It’s not alone. ExxonMobil announced a similarly-sized spending cut earlier this month. Globally, fossil fuel companies’ spending on “upstream” activities (finding and producing oil and gas) fell by nearly one-third in 2020, according to a new analysis from Rystad Energy, a research firm.

Meanwhile, spending on solar and wind farms is setting new records and catching up fast. In 2019, global renewables spending was nearly 60% below upstream oil and gas; in 2021, the gap is projected to be just 22%, Rystad reported.

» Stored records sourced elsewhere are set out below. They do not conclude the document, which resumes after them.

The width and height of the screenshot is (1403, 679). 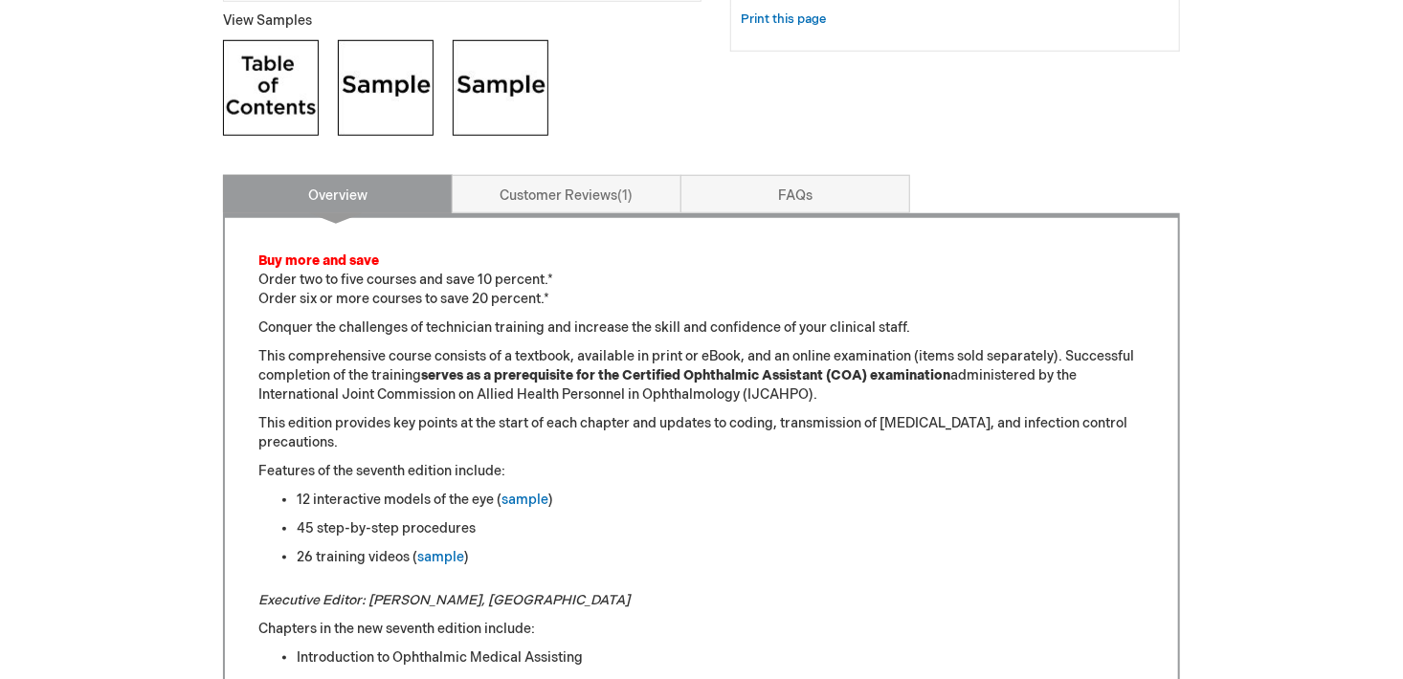 What do you see at coordinates (783, 19) in the screenshot?
I see `a: Print this page` at bounding box center [783, 19].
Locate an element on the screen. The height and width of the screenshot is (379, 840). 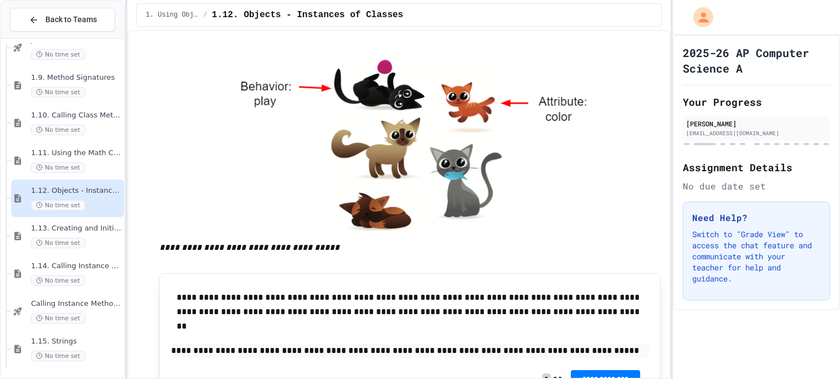
span: 1.14. Calling Instance Methods is located at coordinates (76, 266).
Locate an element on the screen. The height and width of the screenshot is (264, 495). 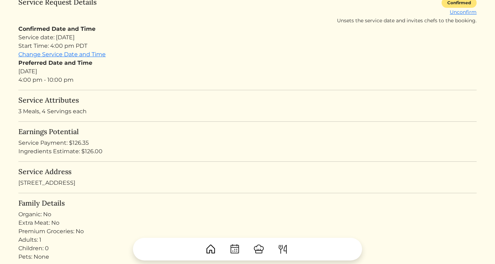
span: Unsets the service date and invites chefs to the booking. is located at coordinates (407, 21).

Oil and gas spending will likely rise a bit with the post-pandemic economic recovery, but the gap to renewables will continue to narrow as oil companies contend with the long-term contraction of their market. Since the beginning of 2020, leading oil majors have written down the value of their fossil-producing assets by more than $100 billion, according to a March report from the International Energy Agency. Companies like Exxon or Aramco that aren’t working to diversify into other forms of energy are focusing on their lowest-cost sources of production and not hunting for new sources.

Renewables, however, are in a period of rapid growth as costs fall and demand surges for zero-carbon electricity. A separate forecast in January from the firm IHS Markit projected that the global capacity of wind and solar power could exceed natural gas by 2023. If the age of fossil fuel exploration is ending, the age of Big Renewables is just beginning.